DNG to G4 conversion is the process of converting a camera raw image stored in Adobe's Digital Negative (DNG) container into a G4 (Group 4) fax-compressed TIFF variant suitable for monochrome, highly compressed archival or transmission. This conversion translates raw sensor data or minimally processed image data into a bilevel/compressed raster format, often applying tonal mapping and dithering to produce a black-and-white G4 raster from the original color or raw grayscale data.
Related guides
Practical guides to help you choose formats, preserve quality, and avoid common conversion problems.
WebP has quietly become the default image format of the modern web, delivering 25-35% smaller files than JPG and PNG with universal browser support. This 2026 guide covers current adoption stats, browser compatibility, WordPress integration, conversion workflows, and when to choose WebP over AVIF for optimal Core Web Vitals performance.
Read guide →Not sure whether to save your image as PNG or JPG? This detailed comparison covers compression, transparency, file size, web performance, and real-world use cases so you can pick the right format every time — with conversion links when you need to switch.
Read guide →Learn how to convert HEIC to JPG for maximum compatibility. This guide explains what HEIC is, why iPhones use it, the key differences between HEIC and JPG, and walks through every conversion method including online tools, iPhone settings, Windows, and Mac.
Read guide →Drag your .DNG file from your computer or use the browse function.
Confirm .g4 as the selected destination format.
Click "Convert" and download your converted .G4 file once ready.
DNG files typically use the MIME type image/x-adobe-dng and contain raw sensor data from digital cameras. G4 files use the MIME type image/tiff with CCITT Group 4 compression, commonly applied in fax machines and document scanners. The G4 codec provides efficient lossless compression ideal for monochrome images and scanned documents.
The G4 (.G4) format is commonly used for image. Understanding its characteristics can be helpful when converting to or from other formats like DNG.
While specific technical details aren't available here, G4 files generally serve the purpose of storing image effectively within their domain.
Our Online DNG to G4 Converter allows you to convert your DNG image files to the G4 format effortlessly. Enjoy a seamless, fast, and secure conversion process suitable for both professionals and casual users. No software installation required, just upload your files and get high-quality G4 images instantly.
DNG is a raw image format that stores unprocessed image data, ideal for professional photography and editing. In contrast, G4 is a compressed format primarily used for fax and scanned documents, offering smaller file sizes but less editing flexibility. Choosing between DNG and G4 depends on your need for image detail versus file compression and compatibility.
Keep originals: Always retain the original DNG; converting to G4 is lossy because G4 is bilevel and removes color and grayscale nuances.
Optimal file sizes: For clean text or line-art images, G4 yields small files (under 100 KB for single pages); photographic content can bloat or lose detail—consider downsampling or using greyscale TIFF instead.
Preserve quality: Preprocess DNG (exposure, contrast, sharpening, noise reduction) and choose adaptive thresholding or error-diffusion dithering to retain detail in photographic subjects.
Batch conversion: Use scripted tools or batch modes in image-processing apps; apply a consistent preprocessing profile to all files to avoid inconsistent thresholds across a set.
This converter made switching from DNG to G4 so easy and fast.
Emily R.
Photographer
Reliable and accurate conversion every time.
Michael B.
Graphic Designer
Great tool for preparing documents for faxing and archiving.
Linda C.
Office Manager
Start your free DNG to G4 conversion now.
Drag your file here to to upload.
Up to 250MB
Format limits: G4 is effectively monochrome (bilevel) and not suitable for full-color or continuous-tone archival—photographs will lose tonal gradation and may require halftoning/dithering.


• _Aim of the exercise_
Within the records below, find each line that holds the string "trough", then copy it.

• _Material for this exercise_

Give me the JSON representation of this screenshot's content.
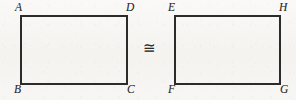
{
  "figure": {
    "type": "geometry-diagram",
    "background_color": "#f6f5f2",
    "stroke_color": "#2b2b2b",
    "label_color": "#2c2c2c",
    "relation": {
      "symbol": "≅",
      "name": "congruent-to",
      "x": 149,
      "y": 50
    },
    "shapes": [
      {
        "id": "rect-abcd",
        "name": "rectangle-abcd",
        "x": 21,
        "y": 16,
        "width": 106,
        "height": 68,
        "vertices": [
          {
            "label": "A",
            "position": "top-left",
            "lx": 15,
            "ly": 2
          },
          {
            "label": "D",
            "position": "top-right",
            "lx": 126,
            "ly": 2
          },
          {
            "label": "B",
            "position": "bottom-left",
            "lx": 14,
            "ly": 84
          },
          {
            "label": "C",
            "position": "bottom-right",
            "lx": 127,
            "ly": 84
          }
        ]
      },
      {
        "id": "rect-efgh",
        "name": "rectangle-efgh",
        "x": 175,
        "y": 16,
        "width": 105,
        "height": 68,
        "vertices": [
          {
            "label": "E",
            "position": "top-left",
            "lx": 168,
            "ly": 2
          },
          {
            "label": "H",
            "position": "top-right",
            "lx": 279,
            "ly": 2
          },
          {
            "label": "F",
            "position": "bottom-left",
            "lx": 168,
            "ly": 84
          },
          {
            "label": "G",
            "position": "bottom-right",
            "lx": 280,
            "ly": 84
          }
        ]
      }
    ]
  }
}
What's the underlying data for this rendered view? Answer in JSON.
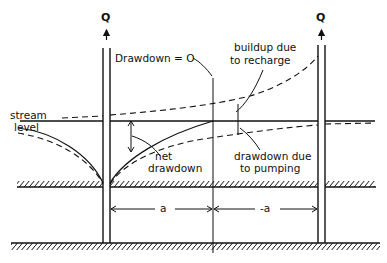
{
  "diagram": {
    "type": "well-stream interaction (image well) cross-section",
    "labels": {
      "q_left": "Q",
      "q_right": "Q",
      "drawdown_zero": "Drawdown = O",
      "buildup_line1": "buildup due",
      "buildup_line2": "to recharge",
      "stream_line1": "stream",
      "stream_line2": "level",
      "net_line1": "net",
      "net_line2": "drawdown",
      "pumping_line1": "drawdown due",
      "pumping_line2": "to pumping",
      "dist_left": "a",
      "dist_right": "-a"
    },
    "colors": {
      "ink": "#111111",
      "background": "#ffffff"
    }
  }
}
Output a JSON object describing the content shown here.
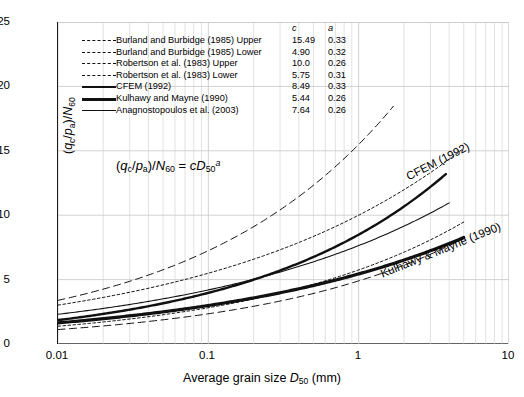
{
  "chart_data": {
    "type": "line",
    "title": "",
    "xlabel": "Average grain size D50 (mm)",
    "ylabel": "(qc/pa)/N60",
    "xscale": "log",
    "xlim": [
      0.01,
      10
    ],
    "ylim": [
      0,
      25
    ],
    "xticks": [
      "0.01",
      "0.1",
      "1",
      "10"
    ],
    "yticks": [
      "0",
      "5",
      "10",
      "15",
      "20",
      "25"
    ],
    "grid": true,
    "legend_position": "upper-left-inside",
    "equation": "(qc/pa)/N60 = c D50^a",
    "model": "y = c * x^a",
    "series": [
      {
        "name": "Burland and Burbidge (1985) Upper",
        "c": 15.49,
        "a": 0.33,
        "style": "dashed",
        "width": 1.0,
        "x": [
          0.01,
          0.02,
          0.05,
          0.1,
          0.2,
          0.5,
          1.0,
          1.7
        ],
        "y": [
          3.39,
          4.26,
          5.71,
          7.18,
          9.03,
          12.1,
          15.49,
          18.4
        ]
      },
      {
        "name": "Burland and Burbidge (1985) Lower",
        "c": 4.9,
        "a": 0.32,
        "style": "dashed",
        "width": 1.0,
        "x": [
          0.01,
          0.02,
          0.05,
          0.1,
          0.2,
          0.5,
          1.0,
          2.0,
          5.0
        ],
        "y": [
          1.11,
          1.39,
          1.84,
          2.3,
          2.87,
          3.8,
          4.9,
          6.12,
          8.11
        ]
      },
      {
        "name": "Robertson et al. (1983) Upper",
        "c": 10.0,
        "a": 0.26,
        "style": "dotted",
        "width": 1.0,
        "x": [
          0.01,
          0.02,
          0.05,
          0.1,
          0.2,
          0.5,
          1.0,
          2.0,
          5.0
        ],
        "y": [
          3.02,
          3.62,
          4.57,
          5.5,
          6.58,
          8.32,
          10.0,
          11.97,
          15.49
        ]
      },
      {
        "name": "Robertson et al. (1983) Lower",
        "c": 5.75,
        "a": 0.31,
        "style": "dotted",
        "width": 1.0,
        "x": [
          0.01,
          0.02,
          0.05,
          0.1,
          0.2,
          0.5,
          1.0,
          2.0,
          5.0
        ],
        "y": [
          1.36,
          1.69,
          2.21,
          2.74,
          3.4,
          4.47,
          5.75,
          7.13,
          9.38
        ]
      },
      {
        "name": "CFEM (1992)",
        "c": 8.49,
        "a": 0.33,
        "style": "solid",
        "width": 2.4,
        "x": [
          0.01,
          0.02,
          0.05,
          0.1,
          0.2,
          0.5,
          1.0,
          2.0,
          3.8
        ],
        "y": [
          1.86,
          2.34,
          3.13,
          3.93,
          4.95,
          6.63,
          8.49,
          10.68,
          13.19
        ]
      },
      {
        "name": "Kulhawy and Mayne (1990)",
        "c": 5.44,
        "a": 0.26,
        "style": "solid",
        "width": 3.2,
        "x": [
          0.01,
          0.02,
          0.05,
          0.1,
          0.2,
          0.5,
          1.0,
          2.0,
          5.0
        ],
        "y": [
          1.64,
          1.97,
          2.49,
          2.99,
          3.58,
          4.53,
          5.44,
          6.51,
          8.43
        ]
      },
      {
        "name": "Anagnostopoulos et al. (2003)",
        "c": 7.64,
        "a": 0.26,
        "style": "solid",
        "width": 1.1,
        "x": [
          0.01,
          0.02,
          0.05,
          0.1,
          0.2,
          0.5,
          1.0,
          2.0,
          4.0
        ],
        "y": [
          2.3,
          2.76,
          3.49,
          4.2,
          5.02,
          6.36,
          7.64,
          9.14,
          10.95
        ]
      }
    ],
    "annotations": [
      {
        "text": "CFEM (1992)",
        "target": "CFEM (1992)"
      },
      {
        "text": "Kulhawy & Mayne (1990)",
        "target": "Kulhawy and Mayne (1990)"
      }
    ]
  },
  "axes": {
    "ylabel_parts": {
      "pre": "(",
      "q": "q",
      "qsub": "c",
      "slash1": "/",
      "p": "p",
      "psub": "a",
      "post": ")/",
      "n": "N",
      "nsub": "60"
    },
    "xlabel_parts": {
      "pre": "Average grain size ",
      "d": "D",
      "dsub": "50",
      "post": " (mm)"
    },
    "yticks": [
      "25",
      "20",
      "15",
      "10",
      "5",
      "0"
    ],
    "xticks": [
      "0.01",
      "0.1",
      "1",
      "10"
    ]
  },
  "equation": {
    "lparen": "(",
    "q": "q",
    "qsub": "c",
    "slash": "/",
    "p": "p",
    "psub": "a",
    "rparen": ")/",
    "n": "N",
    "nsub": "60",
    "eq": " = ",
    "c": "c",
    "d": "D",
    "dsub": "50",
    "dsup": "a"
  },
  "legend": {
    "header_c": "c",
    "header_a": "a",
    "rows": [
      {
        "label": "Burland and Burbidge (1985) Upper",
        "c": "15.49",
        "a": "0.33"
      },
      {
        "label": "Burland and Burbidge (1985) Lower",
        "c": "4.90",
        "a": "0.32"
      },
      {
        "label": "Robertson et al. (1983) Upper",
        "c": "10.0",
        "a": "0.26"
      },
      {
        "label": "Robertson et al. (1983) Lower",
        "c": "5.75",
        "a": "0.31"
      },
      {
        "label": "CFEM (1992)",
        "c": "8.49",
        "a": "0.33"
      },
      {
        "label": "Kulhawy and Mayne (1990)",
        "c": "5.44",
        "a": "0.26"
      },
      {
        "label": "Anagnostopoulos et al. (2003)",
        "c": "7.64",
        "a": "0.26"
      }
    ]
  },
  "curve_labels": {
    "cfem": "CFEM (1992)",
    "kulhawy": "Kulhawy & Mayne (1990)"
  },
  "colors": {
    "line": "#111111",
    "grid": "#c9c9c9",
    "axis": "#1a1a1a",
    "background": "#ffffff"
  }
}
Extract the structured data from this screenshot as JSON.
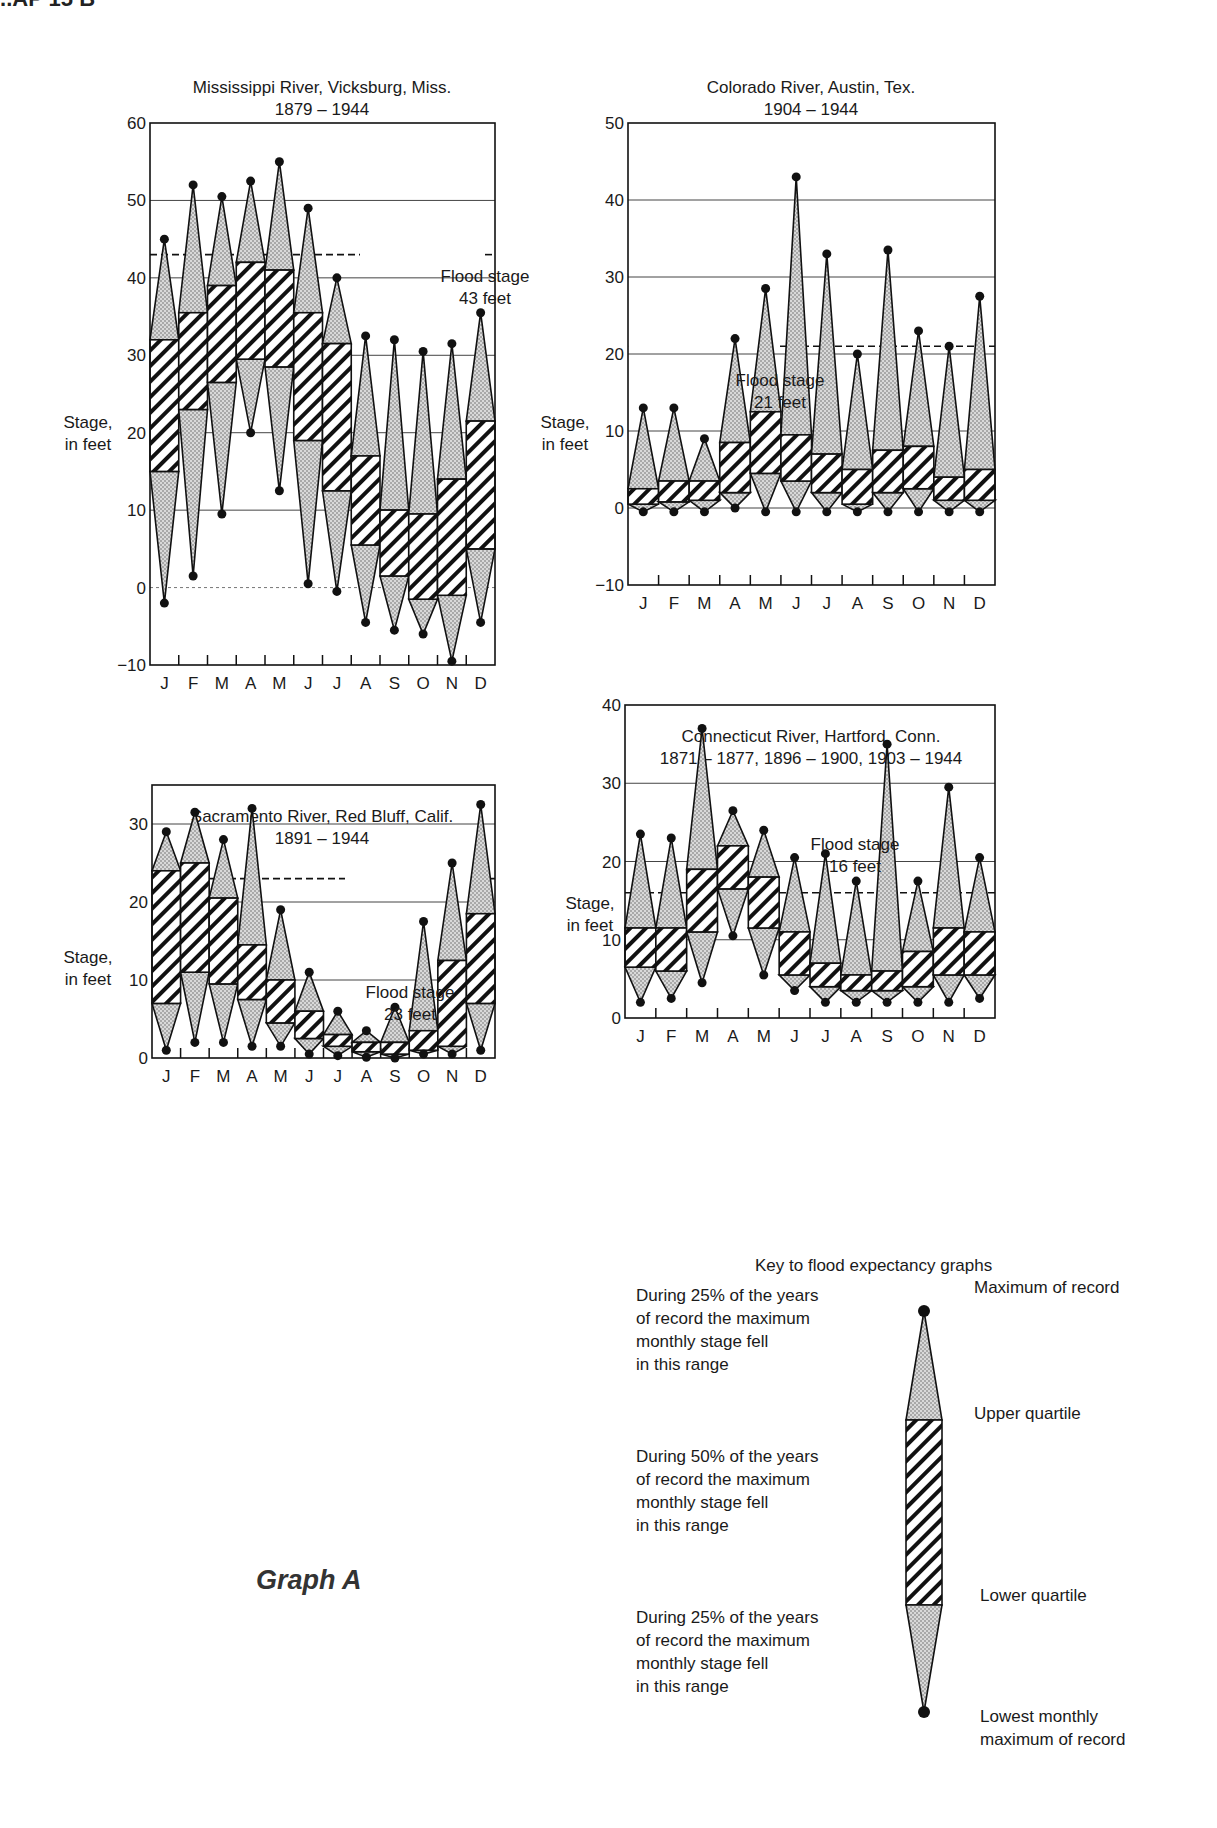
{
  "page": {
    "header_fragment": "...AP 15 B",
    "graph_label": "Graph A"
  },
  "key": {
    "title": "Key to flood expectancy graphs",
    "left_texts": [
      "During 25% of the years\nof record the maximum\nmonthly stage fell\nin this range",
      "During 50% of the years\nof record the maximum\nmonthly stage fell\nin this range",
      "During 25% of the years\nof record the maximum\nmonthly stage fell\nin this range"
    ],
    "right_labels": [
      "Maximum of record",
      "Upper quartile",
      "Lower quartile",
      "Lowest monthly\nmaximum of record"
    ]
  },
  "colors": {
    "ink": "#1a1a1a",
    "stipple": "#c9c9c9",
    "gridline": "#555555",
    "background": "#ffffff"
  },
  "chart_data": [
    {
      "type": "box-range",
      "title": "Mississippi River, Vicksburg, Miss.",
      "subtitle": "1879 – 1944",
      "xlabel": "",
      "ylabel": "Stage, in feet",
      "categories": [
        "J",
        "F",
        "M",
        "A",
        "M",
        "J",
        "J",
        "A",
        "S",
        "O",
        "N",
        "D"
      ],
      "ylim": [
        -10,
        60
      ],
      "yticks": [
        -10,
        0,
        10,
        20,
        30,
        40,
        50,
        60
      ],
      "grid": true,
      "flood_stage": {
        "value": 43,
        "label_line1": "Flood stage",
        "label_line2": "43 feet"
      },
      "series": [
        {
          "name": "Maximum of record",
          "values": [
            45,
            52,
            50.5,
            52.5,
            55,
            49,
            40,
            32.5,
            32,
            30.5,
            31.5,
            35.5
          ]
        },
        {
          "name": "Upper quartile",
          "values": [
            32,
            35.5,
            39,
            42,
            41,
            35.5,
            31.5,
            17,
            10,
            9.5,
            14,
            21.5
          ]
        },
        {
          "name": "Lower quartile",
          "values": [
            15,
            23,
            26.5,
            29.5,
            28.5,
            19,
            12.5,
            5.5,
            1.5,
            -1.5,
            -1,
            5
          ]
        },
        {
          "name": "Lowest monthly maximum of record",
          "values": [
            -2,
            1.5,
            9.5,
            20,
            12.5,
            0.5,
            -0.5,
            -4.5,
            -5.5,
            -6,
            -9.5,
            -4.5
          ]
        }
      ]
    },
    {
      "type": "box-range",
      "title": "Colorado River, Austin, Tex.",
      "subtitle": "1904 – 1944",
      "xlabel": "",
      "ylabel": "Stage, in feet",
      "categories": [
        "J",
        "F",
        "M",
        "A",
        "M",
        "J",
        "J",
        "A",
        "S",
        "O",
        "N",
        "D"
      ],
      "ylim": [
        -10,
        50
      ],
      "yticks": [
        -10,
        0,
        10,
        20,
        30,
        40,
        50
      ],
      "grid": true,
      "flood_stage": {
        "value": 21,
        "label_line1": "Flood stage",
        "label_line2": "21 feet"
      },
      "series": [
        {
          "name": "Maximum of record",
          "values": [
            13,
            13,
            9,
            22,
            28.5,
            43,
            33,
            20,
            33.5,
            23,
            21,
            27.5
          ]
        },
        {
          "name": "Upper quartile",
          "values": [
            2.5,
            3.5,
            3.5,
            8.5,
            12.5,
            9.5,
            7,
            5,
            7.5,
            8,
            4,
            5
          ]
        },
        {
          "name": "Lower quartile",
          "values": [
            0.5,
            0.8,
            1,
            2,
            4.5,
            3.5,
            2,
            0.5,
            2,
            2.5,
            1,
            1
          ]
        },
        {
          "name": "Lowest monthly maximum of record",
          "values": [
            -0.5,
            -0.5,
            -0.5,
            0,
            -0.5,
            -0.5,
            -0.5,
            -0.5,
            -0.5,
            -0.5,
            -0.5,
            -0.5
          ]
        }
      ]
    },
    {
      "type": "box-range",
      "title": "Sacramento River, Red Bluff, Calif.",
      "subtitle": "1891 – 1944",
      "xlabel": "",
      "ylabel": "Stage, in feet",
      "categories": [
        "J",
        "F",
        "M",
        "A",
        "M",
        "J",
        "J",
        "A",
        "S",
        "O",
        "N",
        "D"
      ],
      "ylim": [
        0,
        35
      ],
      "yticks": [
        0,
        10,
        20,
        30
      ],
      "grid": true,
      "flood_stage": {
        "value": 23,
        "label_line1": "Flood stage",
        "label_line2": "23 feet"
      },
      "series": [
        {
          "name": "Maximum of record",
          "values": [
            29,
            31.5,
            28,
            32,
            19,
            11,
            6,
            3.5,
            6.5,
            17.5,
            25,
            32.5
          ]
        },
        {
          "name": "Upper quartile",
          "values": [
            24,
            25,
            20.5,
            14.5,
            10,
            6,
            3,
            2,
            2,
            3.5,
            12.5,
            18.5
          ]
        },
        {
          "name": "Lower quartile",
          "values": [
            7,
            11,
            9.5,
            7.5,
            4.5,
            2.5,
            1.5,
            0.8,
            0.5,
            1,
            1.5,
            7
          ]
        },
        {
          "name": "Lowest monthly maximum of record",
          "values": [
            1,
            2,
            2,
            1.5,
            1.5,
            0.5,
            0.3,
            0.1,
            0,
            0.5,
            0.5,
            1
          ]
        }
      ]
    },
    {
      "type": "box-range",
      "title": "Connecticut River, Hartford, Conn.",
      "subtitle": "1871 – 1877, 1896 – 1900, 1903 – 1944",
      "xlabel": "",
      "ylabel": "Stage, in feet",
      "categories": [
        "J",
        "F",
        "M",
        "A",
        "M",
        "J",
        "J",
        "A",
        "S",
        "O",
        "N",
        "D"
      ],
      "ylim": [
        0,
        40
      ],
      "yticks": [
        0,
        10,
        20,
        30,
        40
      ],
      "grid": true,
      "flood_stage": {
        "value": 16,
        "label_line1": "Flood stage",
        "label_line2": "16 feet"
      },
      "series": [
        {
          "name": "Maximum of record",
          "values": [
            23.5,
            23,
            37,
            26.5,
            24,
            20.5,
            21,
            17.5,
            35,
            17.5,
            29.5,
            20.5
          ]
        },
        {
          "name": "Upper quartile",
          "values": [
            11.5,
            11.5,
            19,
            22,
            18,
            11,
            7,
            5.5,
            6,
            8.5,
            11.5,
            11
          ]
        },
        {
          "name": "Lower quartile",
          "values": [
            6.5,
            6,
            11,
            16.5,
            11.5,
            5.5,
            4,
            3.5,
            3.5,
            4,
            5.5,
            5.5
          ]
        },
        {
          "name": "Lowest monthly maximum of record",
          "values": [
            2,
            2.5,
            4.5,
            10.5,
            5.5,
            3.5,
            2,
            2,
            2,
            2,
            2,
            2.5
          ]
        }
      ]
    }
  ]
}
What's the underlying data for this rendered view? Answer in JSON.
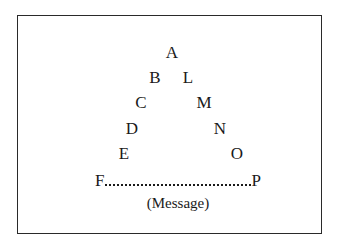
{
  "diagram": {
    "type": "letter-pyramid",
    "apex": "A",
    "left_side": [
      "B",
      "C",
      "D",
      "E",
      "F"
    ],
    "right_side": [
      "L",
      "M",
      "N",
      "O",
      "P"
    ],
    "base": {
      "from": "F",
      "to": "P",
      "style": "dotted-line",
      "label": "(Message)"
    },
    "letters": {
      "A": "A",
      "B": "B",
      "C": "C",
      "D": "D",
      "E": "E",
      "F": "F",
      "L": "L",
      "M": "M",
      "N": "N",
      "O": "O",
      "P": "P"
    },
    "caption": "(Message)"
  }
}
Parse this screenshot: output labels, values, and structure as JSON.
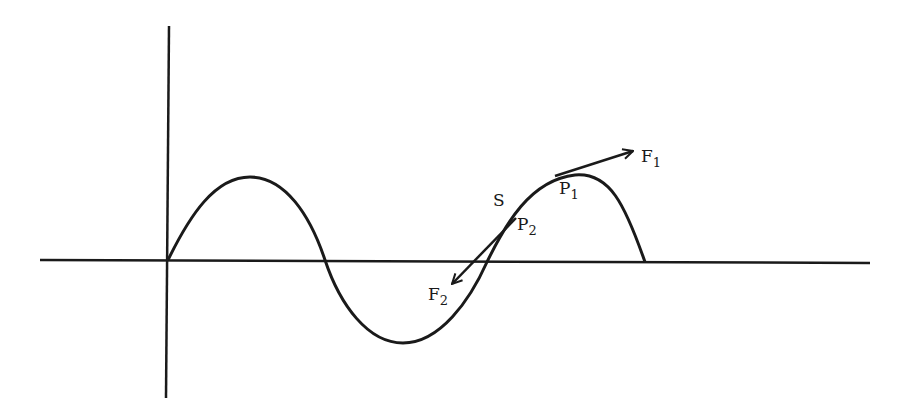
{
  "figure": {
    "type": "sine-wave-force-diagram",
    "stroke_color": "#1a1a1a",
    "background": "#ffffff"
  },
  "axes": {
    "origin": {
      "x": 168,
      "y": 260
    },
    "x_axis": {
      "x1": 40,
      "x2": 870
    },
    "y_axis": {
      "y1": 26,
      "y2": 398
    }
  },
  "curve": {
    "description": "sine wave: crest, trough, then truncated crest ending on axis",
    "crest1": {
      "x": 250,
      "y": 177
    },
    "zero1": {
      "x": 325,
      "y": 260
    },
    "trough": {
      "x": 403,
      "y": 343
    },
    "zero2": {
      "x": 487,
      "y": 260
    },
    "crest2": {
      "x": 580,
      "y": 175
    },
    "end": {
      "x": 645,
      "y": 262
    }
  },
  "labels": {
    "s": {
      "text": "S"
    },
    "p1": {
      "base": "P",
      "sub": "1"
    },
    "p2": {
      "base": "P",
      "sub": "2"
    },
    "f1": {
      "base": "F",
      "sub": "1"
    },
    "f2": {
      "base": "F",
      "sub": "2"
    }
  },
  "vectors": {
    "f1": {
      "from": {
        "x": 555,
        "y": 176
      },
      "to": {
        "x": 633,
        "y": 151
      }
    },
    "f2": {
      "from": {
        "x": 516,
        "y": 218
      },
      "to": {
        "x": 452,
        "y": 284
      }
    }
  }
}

• _Exercise answer_
    "description": "sine wave: crest, trough, then truncated crest ending on axis",
    "trough": {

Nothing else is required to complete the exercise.